Michael Lutzeyer, from award-winning Grootbos private nature reserve near Gansbaai and member of SA Tourism’s board, boasts how Grootbos lets your brain to breath with its views that extend to the horizon, taking in the lighthouses at Danger Point, Hangklip and Cape Point.
Well, brain-breathing views are commonplace in the Waterberg and driving there is a spectacular part of the experience.
The Waterberg is about three hours’ drive from Johannesburg and its only town is Vaalwater at the southern end.
Rupert Baber, chair of the Waterberg Biosphere Reserve, describes it best:
“Vast, remote and serene, the Waterberg Mountain Range stretches as a series of seemingly impenetrable barriers across the horizon… It is an immense storehouse of cultural, archeological and biological diversity and a key catchment area of the Limpopo river basin. The habitat is referred to as Waterberg Moist Mountain Savannah and consists of sour bushveld on sandy, leached soils; steep slopes, cliffs and bare rock faces; and riverbeds and wetland areas.
“The currently known plant species total 2015, and the Waterberg is home to a great array of bird species, including the largest colony of Cape Vultures in the world. When my ancestors first arrived in the Waterberg in the 1890s, most of the mammals had been shot to oblivion. By contrast the Waterberg of today teems with game. It is home to several rare. endangered or threatened carnivore species, including wild dog, brown hyena, aardwolf, honey badger, leopard, African wild cat, serval, striped weasel and African civet. Other rare mammals include roan, sable, black and white rhinoceros, hippo, pangolin and more.
“The Waterberg is one of the best parts of South Africa for star gazing due to its phenomenally low level of light pollution. It is indeed unsual to find an area so close to an economic hub which still retains the impression of open spaces, unscarred by human settlement.”
The late afternoon I drove to Windsong Cottages was the first time I felt that I was really in Africa, although I’ve lived in the Western Cape all my life. The vegetation is so different to anything I’ve experienced before. But then, the moment you arrive at Windsong Cottages, you feel completely at home.
It’s comfortable, unpretentious and relaxed — exactly what one expects of great farm accommodation. And, from R180 per person, it’s also affordable.
It’s a great place for kids, between the popular trampoline and the best playground I’ve ever seen – the huge Children’s Adventure Village. Children are really welcomed and catered for here.
We met locals from Gauteng as well as Irish guests staying there. Everyone just loved the place and it is a regular destination for the Gauteng group — a family getaway with great fishing. There is a 15m heated pool, hiking trails, quad biking, horse riding, canoing and Phillip Calcott’s famous star tours. Using an advanced modern telescope and astronomical video camera his guided tour will introduce you to the amazing Waterberg night sky – from the comfort of your chair, and in colour. You can either chill out or go and explore, and they do offer game-viewing too.

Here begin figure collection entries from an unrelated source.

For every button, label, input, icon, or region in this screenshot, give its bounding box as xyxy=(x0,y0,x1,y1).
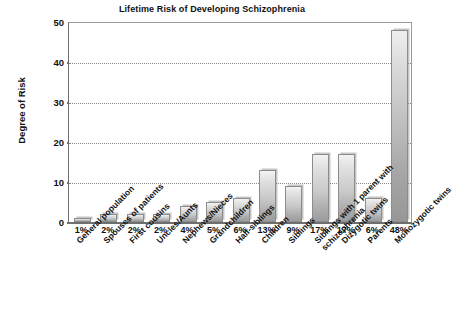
y-tick-label-40: 40 xyxy=(34,57,64,68)
gridline-30 xyxy=(69,103,411,104)
y-tick-label-20: 20 xyxy=(34,137,64,148)
y-tick-label-50: 50 xyxy=(34,17,64,28)
y-axis-tick-labels: 01020304050 xyxy=(30,0,64,334)
y-tick-label-0: 0 xyxy=(34,217,64,228)
bar xyxy=(285,186,302,222)
y-axis-title: Degree of Risk xyxy=(16,51,27,171)
y-tick-label-30: 30 xyxy=(34,97,64,108)
gridline-20 xyxy=(69,143,411,144)
bar xyxy=(391,30,408,222)
gridline-40 xyxy=(69,63,411,64)
bar xyxy=(312,154,329,222)
gridline-10 xyxy=(69,183,411,184)
y-tick-label-10: 10 xyxy=(34,177,64,188)
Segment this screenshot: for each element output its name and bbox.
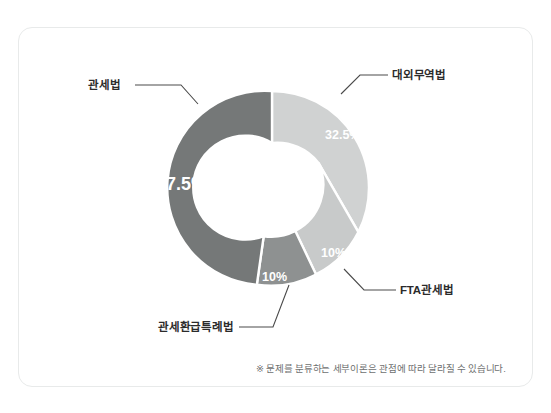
leader-line-fta-gwansebeop xyxy=(344,269,396,290)
slice-label-gwansehwangeupteungnyebeop: 관세환급특례법 xyxy=(158,318,234,334)
slice-value-gwansehwangeupteungnyebeop: 10% xyxy=(262,270,287,284)
slice-label-fta-gwansebeop: FTA관세법 xyxy=(400,281,453,297)
slice-value-fta-gwansebeop: 10% xyxy=(321,246,346,260)
slice-value-daewoemuyeokbeop: 32.5% xyxy=(325,128,360,142)
chart-footnote: ※ 문제를 분류하는 세부이론은 관점에 따라 달라질 수 있습니다. xyxy=(256,361,506,375)
slice-label-gwansebeop: 관세법 xyxy=(88,76,120,92)
donut-chart xyxy=(0,0,551,413)
slice-value-gwansebeop: 47.5% xyxy=(156,174,207,195)
leader-line-daewoemuyeokbeop xyxy=(341,75,388,94)
screenshot-root: 대외무역법 FTA관세법 관세환급특례법 관세법 32.5% 10% 10% 4… xyxy=(0,0,551,413)
leader-line-gwansebeop xyxy=(135,85,198,104)
slice-label-daewoemuyeokbeop: 대외무역법 xyxy=(392,66,446,82)
leader-line-gwansehwangeupteungnyebeop xyxy=(239,285,289,327)
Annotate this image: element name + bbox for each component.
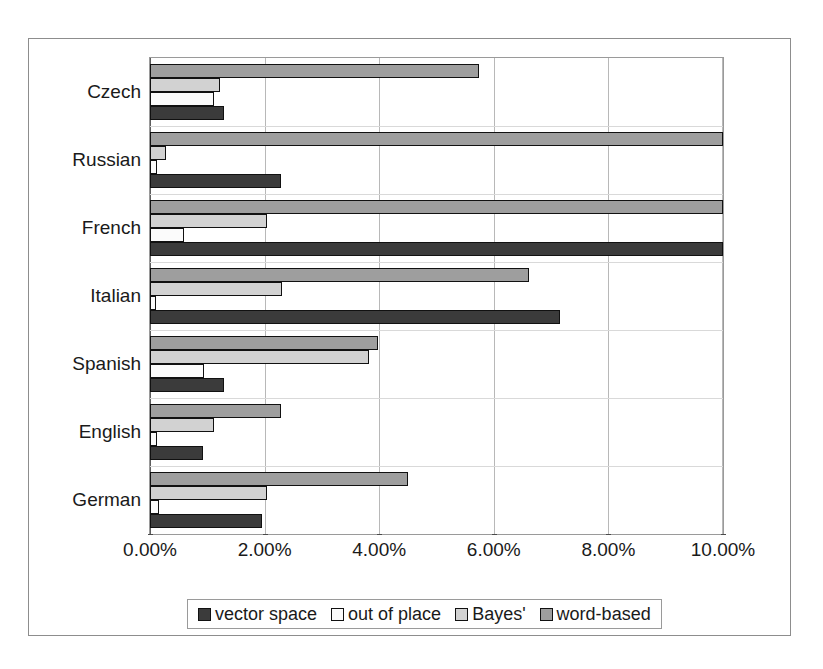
bar[interactable]	[150, 404, 281, 418]
bar-group	[150, 194, 723, 262]
bar[interactable]	[150, 214, 267, 228]
bar-slot	[150, 214, 723, 228]
bar[interactable]	[150, 268, 529, 282]
bar[interactable]	[150, 64, 479, 78]
legend-swatch-icon	[331, 608, 344, 621]
bar-slot	[150, 364, 723, 378]
bar[interactable]	[150, 282, 282, 296]
bar-slot	[150, 310, 723, 324]
category-label-french: French	[82, 218, 141, 237]
bar-slot	[150, 268, 723, 282]
category-label-czech: Czech	[87, 82, 141, 101]
x-tick-label: 8.00%	[581, 539, 635, 561]
bar-group	[150, 262, 723, 330]
category-label-italian: Italian	[90, 286, 141, 305]
bar-slot	[150, 336, 723, 350]
bar[interactable]	[150, 514, 262, 528]
bar[interactable]	[150, 78, 220, 92]
x-tick-mark	[606, 534, 611, 535]
bar[interactable]	[150, 350, 369, 364]
figure-frame: CzechRussianFrenchItalianSpanishEnglishG…	[28, 38, 791, 636]
x-tick-label: 4.00%	[352, 539, 406, 561]
x-tick-mark	[492, 534, 497, 535]
bar-slot	[150, 160, 723, 174]
bar[interactable]	[150, 200, 723, 214]
bar[interactable]	[150, 446, 203, 460]
bar-slot	[150, 64, 723, 78]
legend-entry[interactable]: out of place	[331, 604, 441, 624]
legend-label: Bayes'	[472, 604, 525, 624]
legend-label: word-based	[557, 604, 651, 624]
bar[interactable]	[150, 500, 159, 514]
bar-slot	[150, 514, 723, 528]
bar[interactable]	[150, 242, 723, 256]
bar-slot	[150, 200, 723, 214]
category-label-english: English	[79, 422, 141, 441]
bar-slot	[150, 378, 723, 392]
bar-slot	[150, 228, 723, 242]
x-tick-mark	[721, 534, 726, 535]
bar-slot	[150, 296, 723, 310]
bar[interactable]	[150, 132, 723, 146]
bar-group	[150, 58, 723, 126]
bar-slot	[150, 78, 723, 92]
bar[interactable]	[150, 228, 184, 242]
bar-slot	[150, 500, 723, 514]
bar-slot	[150, 92, 723, 106]
legend-entry[interactable]: word-based	[540, 604, 651, 624]
category-label-german: German	[72, 490, 141, 509]
category-label-russian: Russian	[72, 150, 141, 169]
bar[interactable]	[150, 296, 156, 310]
bar-slot	[150, 486, 723, 500]
legend-swatch-icon	[198, 608, 211, 621]
bar-slot	[150, 146, 723, 160]
bar[interactable]	[150, 418, 214, 432]
legend-label: out of place	[348, 604, 441, 624]
chart-legend: vector spaceout of placeBayes'word-based	[187, 599, 662, 629]
legend-swatch-icon	[540, 608, 553, 621]
category-label-spanish: Spanish	[72, 354, 141, 373]
bar-slot	[150, 282, 723, 296]
bar-group	[150, 466, 723, 534]
bar-slot	[150, 446, 723, 460]
bar[interactable]	[150, 378, 224, 392]
x-tick-label: 0.00%	[123, 539, 177, 561]
x-tick-label: 6.00%	[467, 539, 521, 561]
value-axis-labels: 0.00%2.00%4.00%6.00%8.00%10.00%	[149, 539, 724, 569]
bar[interactable]	[150, 160, 157, 174]
bar[interactable]	[150, 92, 214, 106]
bar-group	[150, 330, 723, 398]
bar-slot	[150, 132, 723, 146]
legend-entry[interactable]: vector space	[198, 604, 317, 624]
x-tick-mark	[377, 534, 382, 535]
bar-slot	[150, 404, 723, 418]
x-tick-mark	[148, 534, 153, 535]
bar[interactable]	[150, 310, 560, 324]
bar[interactable]	[150, 472, 408, 486]
bar-slot	[150, 472, 723, 486]
x-tick-label: 10.00%	[691, 539, 755, 561]
bar[interactable]	[150, 432, 157, 446]
bar-slot	[150, 242, 723, 256]
bar-slot	[150, 432, 723, 446]
bar[interactable]	[150, 364, 204, 378]
legend-swatch-icon	[455, 608, 468, 621]
bar-slot	[150, 106, 723, 120]
bar-group	[150, 126, 723, 194]
bar-slot	[150, 350, 723, 364]
bar[interactable]	[150, 486, 267, 500]
plot-area	[149, 57, 724, 535]
bar-slot	[150, 418, 723, 432]
legend-entry[interactable]: Bayes'	[455, 604, 525, 624]
plot-inner	[150, 58, 723, 534]
legend-label: vector space	[215, 604, 317, 624]
bar[interactable]	[150, 146, 166, 160]
bar[interactable]	[150, 174, 281, 188]
x-tick-label: 2.00%	[238, 539, 292, 561]
bar-group	[150, 398, 723, 466]
bar-slot	[150, 174, 723, 188]
bar[interactable]	[150, 106, 224, 120]
bar[interactable]	[150, 336, 378, 350]
category-axis-labels: CzechRussianFrenchItalianSpanishEnglishG…	[29, 57, 141, 535]
x-tick-mark	[263, 534, 268, 535]
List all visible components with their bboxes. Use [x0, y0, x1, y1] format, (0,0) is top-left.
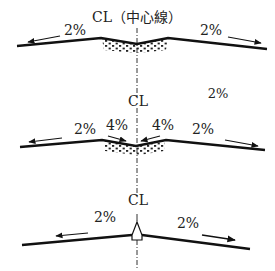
centerline-label-mid: CL — [128, 93, 148, 109]
centerline-label-top: CL（中心線） — [92, 9, 182, 25]
slope-arrow-left — [56, 233, 88, 236]
slope-label-outer-right: 2% — [192, 121, 214, 137]
slope-arrow-inner-left — [108, 136, 126, 141]
slope-arrow-left — [28, 36, 60, 42]
slope-label-outer-left: 2% — [74, 121, 96, 137]
slope-arrow-outer-right — [225, 140, 258, 146]
slope-label-inner-left: 4% — [106, 117, 128, 133]
section-depressed-center: 2% CL 2% 4% 4% 2% — [20, 86, 265, 155]
centerline-label-bottom: CL — [128, 192, 148, 208]
slope-arrow-right — [228, 37, 261, 43]
slope-arrow-outer-left — [29, 138, 62, 142]
slope-arrow-inner-right — [141, 136, 160, 141]
floating-slope-label: 2% — [208, 86, 229, 101]
slope-label-right: 2% — [200, 22, 222, 38]
slope-label-inner-right: 4% — [152, 117, 174, 133]
section-gravel-center: CL（中心線） 2% 2% — [17, 9, 267, 53]
crown-marker-icon — [132, 222, 142, 240]
slope-label-left: 2% — [94, 209, 116, 225]
slope-arrow-right — [202, 235, 235, 240]
slope-label-left: 2% — [64, 22, 86, 38]
road-crown-diagram: CL（中心線） 2% 2% 2% CL 2% 4% 4% 2% CL — [0, 0, 275, 271]
section-crowned-center: CL 2% 2% — [22, 192, 250, 249]
slope-label-right: 2% — [177, 215, 199, 231]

Right next door, if you can find it since they don’t seem to believe in clear signposting, is one of SA’s gems.
Horizon Horseback Adventures & Safaris is remarkable. Shane and Laura run a really slick operation — great accommodation, great food, the most varied rides imaginable, warm friendliness that brings people back over and over again. and of course the 70 horses for the eight–ten people they prefer to accommodate at any one time.
At £160/day, it’s not cheap by SA standards but that includes all meals and two rides a day. Guest Lisa put that in perspective for foreign visitors — she and her husband had gone riding in the UK for two hours in the Lake District and that cost them £120.
Most of their guests are from the UK, followed by European countries and the USA. And over 30% return!
Guests dine together — breakfasts on the stoep of the main building, lunches at a long table under the towering trees on the lawn alongside the dam, and dinners inside. A spirit of cameraderie develops and new friends are made.
Imagine catching a plane at Heathrow in London at 6pm, arriving in the Bushveld at lunchtime the next day, and before 24 hours have passed you’ve already been for your first ride and encountered giraffe 20 metres away. Two young women arrived while I was there and experienced exactly that. Two weeks prior, they were still thinking of a skiing holiday when they saw how highly-rated Horizon is for an adventure holiday.
But, if I had to choose someone to be my host for a few days of rivetting conversation, it would be Andrew and Rachel Poole at Moonriver Bush Bungalows.
Sometimes one meets someone and immediately knows that this is someone you would really like to get to know better. Andrew and Rachel are two such people. Both have an intangible zest for life and there is little that Andrew has not done.
So it’s not only views and long vistas that allow city brains to breathe, but stimulating people too.